The ipatasertib curate’s egg
Roche’s Akt inhibitor’s first pivotal result, in first-line prostate cancer, is at best a partial success and at worst an irrelevance.

In recent development updates Roche has increasingly touted its small-molecule Akt inhibitor ipatasertib as an underappreciated oncology asset. On the basis of the first pivotal study to yield results, however, it is uncertain how big a product ipatasertib could become.
Sellside consensus from EvaluatePharma shows 2026 revenues of $1.3bn, and Roche was aiming to file the project this year for prostate cancer and two breast cancer settings. It is the prostate cancer study Ipatential-150 that read out today, and while a partial success is being claimed this might lack relevance in the real world.
The issue turns on diagnosing patients for the presence of genetic PTEN alterations, because Ipatential-150 has shown ipatasertib to have a benefit in PTEN-altered subjects but not in all-comers. The crux of the matter is that prostate cancer patients are not routinely screened for PTEN mutations, and it does not appear that this is about to change.
A hedged bet
Ipatential-150 had tested ipatasertib on top of a standard of care, Johnson & Johnson’s Zytiga, in first-line castrate-resistant prostate cancer subjects, versus Zytiga control. The primary efficacy measure was progression-free survival, tested in PTEN-altered subjects and in the all-comers population.
The study had been run on the basis of the result of the earlier phase I/II GO27983 trial in the second-line setting. This, according to data presented at the 2018 Esmo-GU symposium, showed ipatasertib plus Zytiga conferring a large PFS benefit versus Zytiga in PTEN-altered subjects, but none in the non-PTEN-altered population.
Mechanistically this is logical: the PTEN tumour suppressor is the major brake on the PI3K/Akt survival pathway that drives some cancers. Since it is PI3K/Akt that ipatasertib inhibits it stands to reason that the project should be active in subjects where a lack of the PTEN brake has activated this pathway.
Roche says PTEN alterations are present in 40-60% of castrate-resistant prostate cancers, but in designing Ipatential-150 it seems to have been hedging its bets. In addition to testing its hypothesis in PTEN-altered subjects, it was hoping that the benefit might be large enough to drive a PFS result in all-comers too.
This has proved not to be the case: Ipatential-150 has read out positively for PFS only in the PTEN-altered population. True, the extent of the benefit, plus any numerically positive result in all-comers, as well as the secondary overall survival endpoint, have yet to be revealed, and could rescue this study.
Without further backing, however, Roche will be left trying to change standard of care to make PTEN testing mandatory in first-line prostate cancer, to determine whether ipatasertib should be added to Zyitiga or not. As doctors are happy to prescribe Zytiga or Xtandi – without any need for testing – this case could be hard to make.
Roche's pivotal programme for ipatasertib | |||
---|---|---|---|
Study | Setting | Design | Primary endpoints |
Ipatential-150 | 1L mCRPC | +Zytiga vs Zytiga | PFS in PTEN-altered & all-comers |
Ipatunity-130 | 1L TNBC & HR+ Her2- breast cancer (both PTEN-altered) | +paclitaxel vs paclitaxel | PFS |
Ipatunity-150 | 1L HR+ Her2- breast cancer | +fulvestrant+Ibrance vs fulvestrant+Ibrance | PFS in PTEN-altered & all-comers |
Ipatunity-170 | 1L TNBC | +Tecentriq+paclitaxel vs Tecentriq+paclitaxel vs paclitaxel, PD-L1+ & PD-L1- | PFS & OS |
Source: Roche presentation & clinicaltrials.gov. |
In addition to prostate cancer, Roche’s ipatasertib 2020 filing plan includes first or second-line triple-negative breast cancer, and front-line HR-positive Her2-negative breast cancer. Ipatunity-130, a pivotal trial in these settings, reads out this year, and it will be noted that this recruited only PTEN-altered patients.
Unless further studies back a benefit in all-comers the Swiss firm will have to make the case for PTEN testing in breast cancer, too. Otherwise ipatasertib will end up a curate’s egg whose positive aspects fail to redeem its shortcomings.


WHAT THE TASK ASKS. Which lines mention "mothers"? Show each one from the listing.

DATA RECORDS.
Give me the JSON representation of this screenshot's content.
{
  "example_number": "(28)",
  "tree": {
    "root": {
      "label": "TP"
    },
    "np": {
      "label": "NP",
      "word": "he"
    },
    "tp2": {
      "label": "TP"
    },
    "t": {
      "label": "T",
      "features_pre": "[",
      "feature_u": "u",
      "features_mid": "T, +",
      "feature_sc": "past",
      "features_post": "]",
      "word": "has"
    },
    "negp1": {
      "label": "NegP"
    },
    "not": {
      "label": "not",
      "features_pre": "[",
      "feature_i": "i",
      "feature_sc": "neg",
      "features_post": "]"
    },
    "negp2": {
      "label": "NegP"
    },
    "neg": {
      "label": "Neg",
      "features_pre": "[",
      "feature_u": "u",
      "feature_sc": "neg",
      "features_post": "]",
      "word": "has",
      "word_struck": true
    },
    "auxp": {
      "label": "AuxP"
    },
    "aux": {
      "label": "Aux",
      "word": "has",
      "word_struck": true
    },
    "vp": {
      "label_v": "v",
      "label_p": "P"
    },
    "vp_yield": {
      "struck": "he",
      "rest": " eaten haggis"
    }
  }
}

...

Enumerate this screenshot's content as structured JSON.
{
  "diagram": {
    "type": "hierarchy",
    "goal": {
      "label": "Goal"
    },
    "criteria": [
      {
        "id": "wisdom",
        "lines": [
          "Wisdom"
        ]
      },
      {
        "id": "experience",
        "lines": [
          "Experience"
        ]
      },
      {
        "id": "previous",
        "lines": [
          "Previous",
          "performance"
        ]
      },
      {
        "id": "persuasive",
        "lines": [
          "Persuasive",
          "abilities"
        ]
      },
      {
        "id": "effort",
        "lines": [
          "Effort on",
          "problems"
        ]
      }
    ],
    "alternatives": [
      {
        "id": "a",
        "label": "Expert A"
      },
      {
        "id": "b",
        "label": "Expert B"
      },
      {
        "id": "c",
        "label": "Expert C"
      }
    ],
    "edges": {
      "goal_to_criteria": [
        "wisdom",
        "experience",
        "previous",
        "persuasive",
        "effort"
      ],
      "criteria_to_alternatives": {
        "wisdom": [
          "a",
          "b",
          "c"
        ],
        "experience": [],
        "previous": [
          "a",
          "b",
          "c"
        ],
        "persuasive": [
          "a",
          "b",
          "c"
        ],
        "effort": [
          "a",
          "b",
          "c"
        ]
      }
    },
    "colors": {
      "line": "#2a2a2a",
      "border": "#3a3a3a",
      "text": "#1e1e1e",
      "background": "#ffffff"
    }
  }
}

==

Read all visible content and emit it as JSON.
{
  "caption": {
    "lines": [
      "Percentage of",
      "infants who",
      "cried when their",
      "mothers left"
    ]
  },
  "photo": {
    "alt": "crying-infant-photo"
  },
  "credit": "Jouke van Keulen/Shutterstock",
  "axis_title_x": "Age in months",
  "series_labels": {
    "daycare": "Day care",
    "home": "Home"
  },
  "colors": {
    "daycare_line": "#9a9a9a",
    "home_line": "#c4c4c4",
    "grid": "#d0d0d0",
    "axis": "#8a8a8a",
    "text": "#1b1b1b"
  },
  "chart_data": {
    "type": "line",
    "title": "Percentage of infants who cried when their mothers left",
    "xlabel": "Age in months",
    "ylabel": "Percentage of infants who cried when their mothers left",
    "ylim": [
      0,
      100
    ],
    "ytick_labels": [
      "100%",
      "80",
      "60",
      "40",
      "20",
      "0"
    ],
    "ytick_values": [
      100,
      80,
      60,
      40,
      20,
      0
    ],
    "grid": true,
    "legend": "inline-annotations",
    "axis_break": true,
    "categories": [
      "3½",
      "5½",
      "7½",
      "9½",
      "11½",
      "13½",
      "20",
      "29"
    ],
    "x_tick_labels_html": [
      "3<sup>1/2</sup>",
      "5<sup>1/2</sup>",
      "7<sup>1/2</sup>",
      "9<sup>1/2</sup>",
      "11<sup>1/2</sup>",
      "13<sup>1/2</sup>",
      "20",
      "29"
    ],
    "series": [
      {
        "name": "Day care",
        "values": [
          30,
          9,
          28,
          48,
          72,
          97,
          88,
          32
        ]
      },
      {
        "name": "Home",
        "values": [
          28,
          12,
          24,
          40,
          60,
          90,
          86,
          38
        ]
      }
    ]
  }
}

WRITTEN RESPONSE.
      "mothers left"
    "title": "Percentage of infants who cried when their mothers left",
    "ylabel": "Percentage of infants who cried when their mothers left",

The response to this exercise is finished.